What is that, reheated fish, which you plan on eating here, at your desk? Are you outside of your mind? You might as well have dragged a bin bag full of old hair in here and set it alight, it’s that bad. You might as well have called in a bomb scare, because everyone’s evacuating anyway. In fact, you might as well just resign right here, right now, before you’ve even touched your kedgeree. There’s no coming back from this.
Come prepared, but not too prepared
An example of being prepared: Having, or asking for, the right cutlery when eating a chocolate pudding on a private plane full of colleagues, rather than having to paw the thing, leaving your hand brown and sticky for the rest of the day, especially when your job largely involves shaking hands with people. (Besides, everybody knows that the best improvised cutlery, especially for hummus, is a Biro lid).
An example of being *too* prepared: Pulling out a luxury wicker hamper with in-built cheese board, full serving cutlery set, plates and fondue set. You could try and diffuse the tension with, “Cracker, anyone?” but it won’t work, no matter how good the crackers. The same goes for turning your mouse-infested desk into a miniature prep kitchen for a homemade Buddha bowl. Just get a meal deal like the rest of us.

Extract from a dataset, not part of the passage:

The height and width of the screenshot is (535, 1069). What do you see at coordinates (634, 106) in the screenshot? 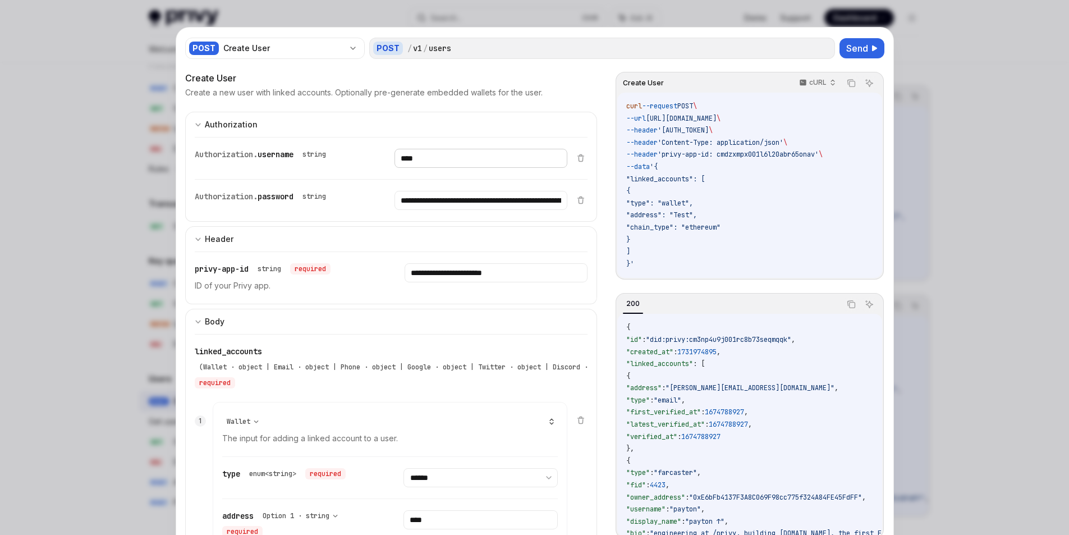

Sharing’s caring, until it’s not
If you brought in a cake, by all means share it. If you accidentally have far too much quiche, offer a slice to somebody near and dear, or far and starved, for that is fine. If you have decided you don’t actually have room for your sealed bag of crisps, pass them on. If you’re la-dee-da and bought some brie, cherry tomatoes and a French stick to make your own sandwiches, but find you have no need for the other 32 portions, do please send an all-team email offering to transport any takers to Provence, one bite at a time.
But if you’re noshing a petrol station cheese and onion sandwich in a quarterly catch-up and can’t quite finish it due to indigestion, you do not need to give in to your urge to offer it to the rest around the room. Nor does Malcolm the data engineer need to sup your homemade soup to see what you mean about how well surprisingly balanced the seasoning is, before or, especially, after you’ve started it. He believes you. He can smell it from over there.
Learn these rules, and you may just make it to retirement without somebody ever saying that “enshrined in [your] lore” is a double-sourced incident about how revolting you are to work with. Bon appétit.